The work has shattered some preconceived ideas. “When I came here, I had this idea that the trial is more about seeking some sort of revenge,” Chau said. “Since working here, especially in the media room when you have so much access to educating youth and the general public, I’ve realized that the trials are more important for closure and for peacefulness – for being able to ensure that nothing like this ever happens again. That’s what I’m hoping to achieve here and that’s what I’ve learned the most from.”

walls of photos of genocide victims)

Victims of the Khmer Rouge, Tuol Sleng Genocide Museum.

raised grave sites in front of the genocide museum)

The exterior of the Tuol Sleng Genocide Museum.

Learning from the past

The international community invests hundreds of millions of dollars in justice processes such as the ECCC, but eventually the court will close when it has achieved its mandate. “What’s important to think about – and that’s part of the outreach work we are doing – is the legacy of the court,” Cohen said.

A key institution that embodies that legacy is the Tuol Sleng Genocide Museum, an important focal point in the history of the Khmer Rouge and in Cambodians’ understanding of their history, he said.
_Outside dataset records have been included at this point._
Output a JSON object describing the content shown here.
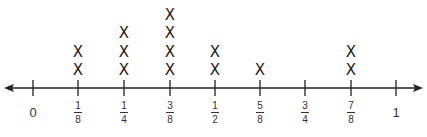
{
  "chart_data": {
    "type": "line-plot",
    "title": "",
    "xlabel": "",
    "ylabel": "",
    "marker": "X",
    "xlim": [
      0,
      1
    ],
    "tick_labels": [
      "0",
      "1/8",
      "1/4",
      "3/8",
      "1/2",
      "5/8",
      "3/4",
      "7/8",
      "1"
    ],
    "categories": [
      "1/8",
      "1/4",
      "3/8",
      "1/2",
      "5/8",
      "3/4",
      "7/8"
    ],
    "values": [
      2,
      3,
      4,
      2,
      1,
      0,
      2
    ],
    "axis_arrows": "both",
    "grid": false
  },
  "ticks": [
    {
      "label": "0",
      "whole": true,
      "x": 33
    },
    {
      "num": "1",
      "den": "8",
      "x": 78
    },
    {
      "num": "1",
      "den": "4",
      "x": 124
    },
    {
      "num": "3",
      "den": "8",
      "x": 170
    },
    {
      "num": "1",
      "den": "2",
      "x": 215
    },
    {
      "num": "5",
      "den": "8",
      "x": 260
    },
    {
      "num": "3",
      "den": "4",
      "x": 305
    },
    {
      "num": "7",
      "den": "8",
      "x": 351
    },
    {
      "label": "1",
      "whole": true,
      "x": 396
    }
  ],
  "marks": [
    {
      "x": 78,
      "count": 2
    },
    {
      "x": 124,
      "count": 3
    },
    {
      "x": 170,
      "count": 4
    },
    {
      "x": 215,
      "count": 2
    },
    {
      "x": 260,
      "count": 1
    },
    {
      "x": 305,
      "count": 0
    },
    {
      "x": 351,
      "count": 2
    }
  ]
}
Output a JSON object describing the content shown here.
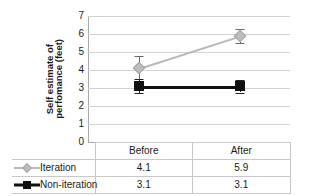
{
  "chart_data": {
    "type": "line",
    "title": "",
    "subtitle": "",
    "xlabel": "",
    "ylabel_line1": "Self estimate of",
    "ylabel_line2": "perfomance (feet)",
    "categories": [
      "Before",
      "After"
    ],
    "ylim": [
      0,
      7
    ],
    "yticks": [
      7,
      6,
      5,
      4,
      3,
      2,
      1,
      0
    ],
    "grid": true,
    "legend_position": "table-left-column",
    "series": [
      {
        "name": "Iteration",
        "values": [
          4.1,
          5.9
        ],
        "value_labels": [
          "4.1",
          "5.9"
        ],
        "color": "#b8b8b8",
        "marker": "diamond",
        "error_low": [
          3.4,
          5.5
        ],
        "error_high": [
          4.8,
          6.3
        ]
      },
      {
        "name": "Non-iteration",
        "values": [
          3.1,
          3.1
        ],
        "value_labels": [
          "3.1",
          "3.1"
        ],
        "color": "#111111",
        "marker": "square",
        "error_low": [
          2.7,
          2.75
        ],
        "error_high": [
          3.5,
          3.45
        ]
      }
    ]
  },
  "data_table": {
    "corner_label": "",
    "column_headers": [
      "Before",
      "After"
    ],
    "rows": [
      {
        "label": "Iteration",
        "cells": [
          "4.1",
          "5.9"
        ]
      },
      {
        "label": "Non-iteration",
        "cells": [
          "3.1",
          "3.1"
        ]
      }
    ]
  },
  "colors": {
    "iteration": "#b8b8b8",
    "noniteration": "#111111",
    "gridline": "#d2d2d2",
    "axis": "#a8a8a8",
    "table_border": "#c8c8c8",
    "text": "#1a1a1a",
    "background": "#ffffff"
  }
}
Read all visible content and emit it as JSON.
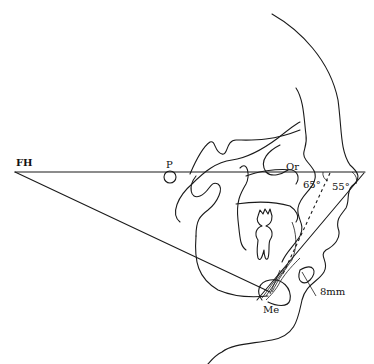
{
  "figure": {
    "type": "cephalometric tracing",
    "labels": {
      "fh": "FH",
      "porion": "P",
      "orbitale": "Or",
      "menton": "Me",
      "angle_1": "65°",
      "angle_2": "55°",
      "distance": "8mm"
    },
    "colors": {
      "line": "#1a1a1a",
      "background": "#ffffff"
    }
  }
}
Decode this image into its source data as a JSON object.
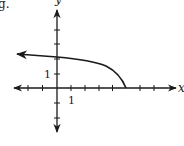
{
  "problem_label": "g.",
  "axes": {
    "x_label": "x",
    "y_label": "y",
    "x_unit_label": "1",
    "y_unit_label": "1",
    "x_ticks": [
      -4,
      -3,
      -2,
      -1,
      1,
      2,
      3,
      4,
      5,
      6,
      7
    ],
    "y_ticks": [
      -2,
      -1,
      1,
      2,
      3,
      4
    ]
  },
  "curve": {
    "description": "Curve starting at endpoint (5, 0), rising to the left through about (0, 2.2), continuing left with an arrow near (-3, 2.4)",
    "endpoint": [
      5,
      0
    ],
    "direction": "left",
    "color": "#1a1a1a"
  },
  "colors": {
    "ink": "#1a1a1a",
    "background": "#ffffff"
  }
}
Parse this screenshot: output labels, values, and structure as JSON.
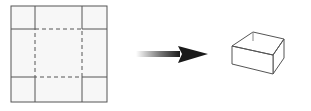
{
  "diagram": {
    "net": {
      "outer": {
        "x": 11,
        "y": 6,
        "w": 96,
        "h": 96
      },
      "cut_lines_x": [
        35,
        82
      ],
      "cut_lines_y": [
        29,
        77
      ],
      "fold_square": {
        "x": 35,
        "y": 29,
        "w": 47,
        "h": 48
      },
      "line_color": "#555555",
      "fill_color": "#f7f7f7"
    },
    "arrow": {
      "x1": 136,
      "x2": 208,
      "y": 54,
      "color": "#222222"
    },
    "box": {
      "front_top_left": [
        232,
        46
      ],
      "front_top_right": [
        273,
        55
      ],
      "back_top_left": [
        253,
        32
      ],
      "back_top_right": [
        284,
        39
      ],
      "front_bottom_left": [
        232,
        64
      ],
      "front_bottom_right": [
        273,
        74
      ],
      "back_bottom_right": [
        284,
        58
      ],
      "line_color": "#555555"
    }
  }
}
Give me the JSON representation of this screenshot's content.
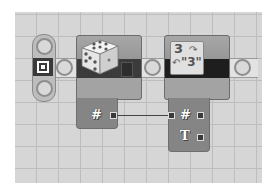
{
  "canvas": {
    "background": "#d6d6d6",
    "grid_line": "#bdbdbd",
    "grid_size_px": 22
  },
  "start_point": {
    "icon": "sequence-start-icon"
  },
  "blocks": [
    {
      "name": "Random",
      "icon": "dice-icon",
      "data_hub": {
        "plugs": [
          {
            "type": "number",
            "glyph": "#",
            "direction": "output"
          }
        ]
      }
    },
    {
      "name": "Number to Text",
      "icon": "number-to-text-icon",
      "icon_text_top": "3",
      "icon_text_bottom": "\"3\"",
      "data_hub": {
        "plugs": [
          {
            "type": "number",
            "glyph": "#",
            "direction": "input/output"
          },
          {
            "type": "text",
            "glyph": "T",
            "direction": "output"
          }
        ]
      }
    }
  ],
  "wires": [
    {
      "from": "Random.number",
      "to": "Number to Text.number"
    }
  ]
}
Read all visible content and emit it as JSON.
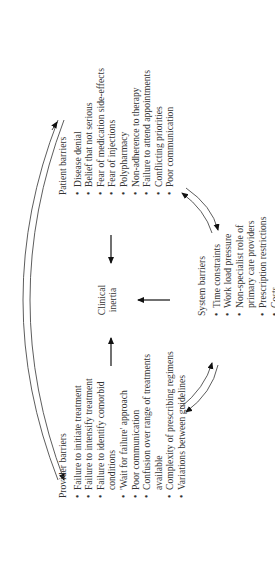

People involved with this work, they’re going to change the society. They’re going to try to prevent these kinds of atrocities from happening again.

Chhay Visoth

Director of the Tuol Sleng Genocide Museum

Built in 1965, Tuol Sleng was originally a high school, but under the Khmer Rouge regime it became “S21,” a notorious prison and torture center. Out of an estimated 20,000 people imprisoned at Tuol Sleng through the years, only a few lived to tell their story. Today, Tuol Sleng is a memorial site and museum that is meant to commemorate the tragedy that happened there and the crimes that ensued during the Khmer Rouge period more broadly.

Tsui spent her summer as a communications intern at the museum. She helped curate and draft text for the museum exhibits in an effort to enhance the educational mission of the museum and broaden its outreach. “It’s a really emotional space to be in,” she said. “Working with people every day who lived that reality is really important. It’s very special that I can share that with them, that they’re open to discussing it and having outsiders be a part of that process.”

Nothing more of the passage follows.